1156. Reflections on a Monday Night

This weekend all my kids’ basketball teams won their games. Like I said in an earlier post, that stuff matters. It isn’t because my kids are winning–losing has a much higher importance at this stage of their competitive development–it is because of who we are beating. Youth leagues are filled with coaches who don’t do things the right way. There are a slew of win first or look good first or even humiliate the opposition coaches who snap the fun out of a sport like they are wringing a towel. When I come up against one of these coaches I want to win. I coach harder, our whole coaching team bands together to squeeze every ounce of hustle out of our kids that we can. Sure, we want the hustle to become their mantra, but in those moments we also want to win.

Beating other coaches shouldn’t matter as much as it does, but it does. These guys come dressed in their matching outfits looking all the world like wannabe professionals and it bothers me when they beat my teams. It reminds me that shortcuts work. I says that if you find one kid who is extraordinary then you can ignore the development of the kids around them in pursuit of your winning. We don’t do it and sometimes we lose because of that. It serves as a reminder that there is always someone out there a bit cooler, faster, smarter than you are–someone who gets the job done better. Things like that push me to be more successful–even if less than they did before I had kids. Before the kids I was a lot more focused in mind, body, and spirit. Now it feels like I spend any free moments just trying to catch my breath.

Some Thoughts:

  1. I think I figured out what hurts me most about the loss of my father-in-law. He is the last male father figure I have left. Sure, my biological dad is out there somewhere, but somewhere is a large place-especially when you don’t have any real interest in being found. So, that’s it. No more male role model to turn to and see what it means to grow old wisely. I need to figure out the rest of my journey on my own.
  2. At some point I think I’ll take a pilgrimage to see the grave sights of my dad, Clarence and my father-in-law. It may be a journey I need to make alone, so I will need to figure out what to do about the wife and kids…

1155. Kids, Games, and Summer Madness

I’ve come to realize that my children are evil.

I’m not talking in the Dahmer “eat your face” or Damien “I am of the devil” evil, but a more subtle evil which masks itself as youthful folly and boredom. Kids in general are evil. We like to pretend they are sweet and cherubic, but they are trying out all the things life has to offer; all the manipulations and exploits they can discover. A child will lie to your face and, once caught, shrug it off as if it never mattered to begin with. Their quickly developing self-preservation instinct will lead them to manipulate and cajole at levels reserved for sociopaths and politicians. God forbid you challenge these antics. One small punishment becomes the line separating life from death–a line you placed them on the wrong side of with your actions, because kids no not responsibility or, often, guilt.

So, life quickly devolves into a stress-filled negotiation with these…minions. You learn to be strong and firm and stress to the point of exhaustion and none of it changes the way they behave. You spank and take stuff away and scream and listen to screams and fights and tattling and all the while you wonder why you put yourself through it.

Because you love them. They are the part of you that remains when you are gone. They are meant to be the best of you, even if they start out as the worst. They grow into adults and, hopefully, remember the time you had with them as some of the best days of their lives.

Some Thoughts:

  1. The phone is still trashed. I’m trying to figure out the problem, but I believe I’ll need to go to the Verizon store tomorrow–after I go to Walmart to figure out if the fact that I purchased it at Walmart makes a difference. It turns on for a while and then drains immediately. I don’t feel safe making a 22 hr road trip with that phone.
  2. After watching Amy Sedaris and listening to her brother, David, I am very interested to know what the rest of the Sedaris clan is like.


_WHAT YOU WILL DO_
Each line of the data that mentions the string "Created" needs to be identified and copied.
________________________
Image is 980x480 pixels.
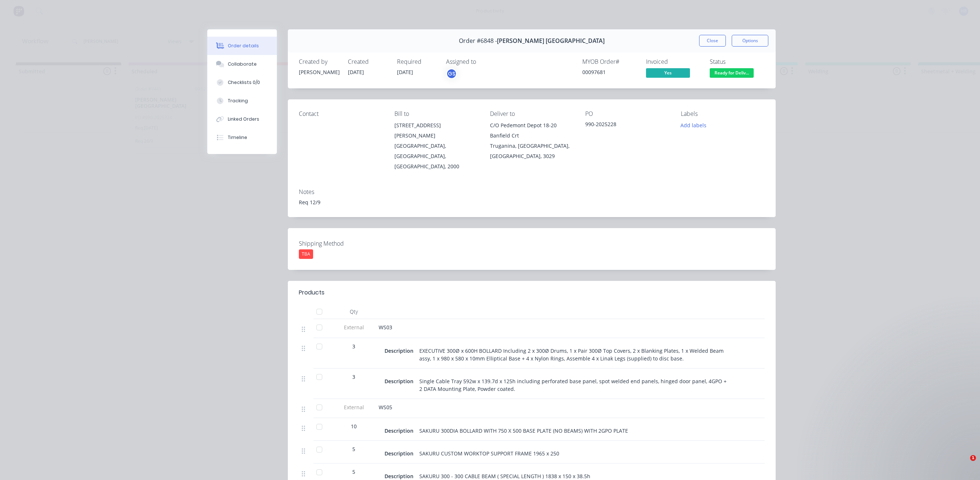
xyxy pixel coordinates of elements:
[353,373,355,380] span: 3
[459,37,497,45] span: Order #6848 -
[208,92,277,110] button: Tracking
[416,376,734,394] div: Single Cable Tray 592w x 139.7d x 125h including perforated base panel, spot welded end panels, h...
[585,111,669,117] div: PO
[299,68,340,76] div: [PERSON_NAME]
[681,111,765,117] div: Labels
[395,120,478,141] div: [STREET_ADDRESS][PERSON_NAME]
[397,59,438,65] div: Required
[497,37,605,45] span: [PERSON_NAME] [GEOGRAPHIC_DATA]
[227,43,259,49] div: Order details
[385,346,416,356] div: Description
[353,468,355,475] span: 5
[446,68,457,79] button: GS
[348,68,364,76] span: [DATE]
[353,445,355,453] span: 5
[416,426,631,435] div: SAKURU 300DIA BOLLARD WITH 750 X 500 BASE PLATE (NO BEAMS) WITH 2GPO PLATE
[353,342,355,350] span: 3
[227,97,248,104] div: Tracking
[970,455,976,461] span: 1
[299,198,765,206] div: Req 12/9
[299,59,340,65] div: Created by
[351,422,357,430] span: 10
[646,59,701,65] div: Invoiced
[379,323,392,331] span: WS03
[385,426,416,435] div: Description
[490,111,574,117] div: Deliver to
[583,68,637,76] div: 00097681
[335,403,373,411] span: External
[416,448,562,459] div: SAKURU CUSTOM WORKTOP SUPPORT FRAME 1965 x 250
[710,59,765,65] div: Status
[490,141,574,162] div: Truganina, [GEOGRAPHIC_DATA], [GEOGRAPHIC_DATA], 3029
[299,239,391,247] label: Shipping Method
[227,134,247,141] div: Timeline
[416,346,734,364] div: EXECUTIVE 300Ø x 600H BOLLARD Including 2 x 300Ø Drums, 1 x Pair 300Ø Top Covers, 2 x Blanking Pl...
[646,68,690,78] span: Yes
[208,73,277,92] button: Checklists 0/0
[299,288,325,297] div: Products
[710,68,754,79] button: Ready for Deliv...
[395,141,478,172] div: [GEOGRAPHIC_DATA], [GEOGRAPHIC_DATA], [GEOGRAPHIC_DATA], 2000
[335,323,373,331] span: External
[490,120,574,162] div: C/O Pedemont Depot 18-20 Banfield CrtTruganina, [GEOGRAPHIC_DATA], [GEOGRAPHIC_DATA], 3029
[227,79,260,86] div: Checklists 0/0
[208,36,277,55] button: Order details
[385,448,416,459] div: Description
[332,304,376,319] div: Qty
[395,120,478,172] div: [STREET_ADDRESS][PERSON_NAME][GEOGRAPHIC_DATA], [GEOGRAPHIC_DATA], [GEOGRAPHIC_DATA], 2000
[208,110,277,129] button: Linked Orders
[446,59,519,65] div: Assigned to
[227,115,260,122] div: Linked Orders
[677,120,710,130] button: Add labels
[348,59,388,65] div: Created
[699,35,726,46] button: Close
[208,55,277,73] button: Collaborate
[710,68,754,78] span: Ready for Deliv...
[379,403,392,411] span: WS05
[397,68,413,76] span: [DATE]
[385,376,416,386] div: Description
[490,120,574,141] div: C/O Pedemont Depot 18-20 Banfield Crt
[299,188,765,195] div: Notes
[395,111,478,117] div: Bill to
[299,249,313,259] div: TBA
[227,61,257,68] div: Collaborate
[299,111,382,117] div: Contact
[585,120,669,130] div: 990-2025228
[208,129,277,147] button: Timeline
[732,35,768,46] button: Options
[955,455,973,473] iframe: Intercom live chat
[583,59,637,65] div: MYOB Order #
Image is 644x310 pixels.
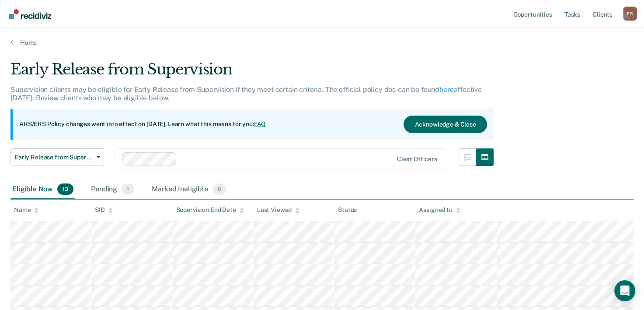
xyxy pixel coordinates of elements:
div: Status [338,206,357,214]
div: Supervision End Date [176,206,244,214]
div: Open Intercom Messenger [615,280,635,301]
button: Profile dropdown button [623,7,637,21]
p: ARS/ERS Policy changes went into effect on [DATE]. Learn what this means for you: [19,120,266,129]
button: Acknowledge & Close [404,115,487,133]
div: F S [623,7,637,21]
div: Pending1 [89,180,136,199]
div: SID [95,206,113,214]
span: 13 [58,183,74,195]
div: Clear officers [397,155,437,163]
button: Early Release from Supervision [11,148,104,166]
div: Name [14,206,38,214]
div: Eligible Now13 [11,180,75,199]
span: Early Release from Supervision [15,153,93,161]
div: Assigned to [419,206,460,214]
div: Marked Ineligible0 [150,180,228,199]
span: 1 [122,183,135,195]
p: Supervision clients may be eligible for Early Release from Supervision if they meet certain crite... [11,85,482,102]
a: Home [11,38,634,46]
a: here [440,85,453,94]
div: Early Release from Supervision [11,60,494,85]
span: 0 [213,183,226,195]
a: FAQ [254,121,266,127]
div: Last Viewed [257,206,300,214]
img: Recidiviz [9,9,51,19]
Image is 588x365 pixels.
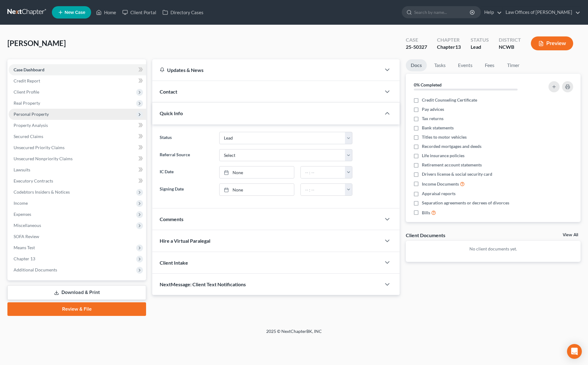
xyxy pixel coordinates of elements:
[159,7,207,18] a: Directory Cases
[471,43,489,51] div: Lead
[406,59,427,71] a: Docs
[422,181,459,187] span: Income Documents
[422,134,467,140] span: Titles to motor vehicles
[502,59,524,71] a: Timer
[422,200,509,206] span: Separation agreements or decrees of divorces
[406,36,427,43] div: Case
[499,43,521,51] div: NCWB
[455,44,461,50] span: 13
[8,120,146,131] a: Property Analysis
[406,232,445,238] div: Client Documents
[437,43,461,51] div: Chapter
[159,110,183,116] span: Quick Info
[13,78,40,83] span: Credit Report
[437,36,461,43] div: Chapter
[8,64,146,75] a: Case Dashboard
[13,89,39,95] span: Client Profile
[220,184,294,195] a: None
[7,285,146,300] a: Download & Print
[13,112,49,117] span: Personal Property
[422,97,477,103] span: Credit Counseling Certificate
[13,200,28,206] span: Income
[422,143,481,149] span: Recorded mortgages and deeds
[563,233,578,237] a: View All
[13,156,73,161] span: Unsecured Nonpriority Claims
[13,245,35,250] span: Means Test
[159,281,246,287] span: NextMessage: Client Text Notifications
[8,231,146,242] a: SOFA Review
[567,344,582,359] div: Open Intercom Messenger
[159,259,188,265] span: Client Intake
[13,100,40,106] span: Real Property
[422,106,444,113] span: Pay advices
[156,149,216,161] label: Referral Source
[411,245,576,252] p: No client documents yet.
[156,166,216,178] label: IC Date
[422,171,492,177] span: Drivers license & social security card
[422,162,482,168] span: Retirement account statements
[118,328,470,339] div: 2025 © NextChapterBK, INC
[13,223,41,228] span: Miscellaneous
[65,10,85,15] span: New Case
[422,152,464,159] span: Life insurance policies
[13,189,70,194] span: Codebtors Insiders & Notices
[8,75,146,87] a: Credit Report
[422,210,430,216] span: Bills
[13,267,57,272] span: Additional Documents
[13,122,48,128] span: Property Analysis
[156,132,216,144] label: Status
[502,7,581,18] a: Law Offices of [PERSON_NAME]
[8,142,146,153] a: Unsecured Priority Claims
[13,212,31,217] span: Expenses
[301,184,345,195] input: -- : --
[8,164,146,175] a: Lawsuits
[414,82,441,87] strong: 0% Completed
[422,116,443,122] span: Tax returns
[301,166,345,178] input: -- : --
[8,131,146,142] a: Secured Claims
[8,175,146,186] a: Executory Contracts
[159,238,210,243] span: Hire a Virtual Paralegal
[414,6,471,18] input: Search by name...
[430,59,450,71] a: Tasks
[93,7,119,18] a: Home
[13,67,44,72] span: Case Dashboard
[422,190,455,197] span: Appraisal reports
[7,302,146,316] a: Review & File
[156,183,216,196] label: Signing Date
[13,133,43,139] span: Secured Claims
[220,166,294,178] a: None
[159,89,177,95] span: Contact
[8,153,146,164] a: Unsecured Nonpriority Claims
[481,7,502,18] a: Help
[471,36,489,43] div: Status
[13,178,53,183] span: Executory Contracts
[453,59,477,71] a: Events
[406,43,427,51] div: 25-50327
[119,7,159,18] a: Client Portal
[159,216,183,222] span: Comments
[531,36,573,50] button: Preview
[480,59,500,71] a: Fees
[159,67,374,73] div: Updates & News
[13,234,39,239] span: SOFA Review
[422,124,454,131] span: Bank statements
[499,36,521,43] div: District
[13,145,65,150] span: Unsecured Priority Claims
[13,167,30,172] span: Lawsuits
[13,256,35,261] span: Chapter 13
[7,38,66,47] span: [PERSON_NAME]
________________________
_RESULT FOR THIS EXERCISE_
[299,59,340,65] div: Created by
[348,59,388,65] div: Created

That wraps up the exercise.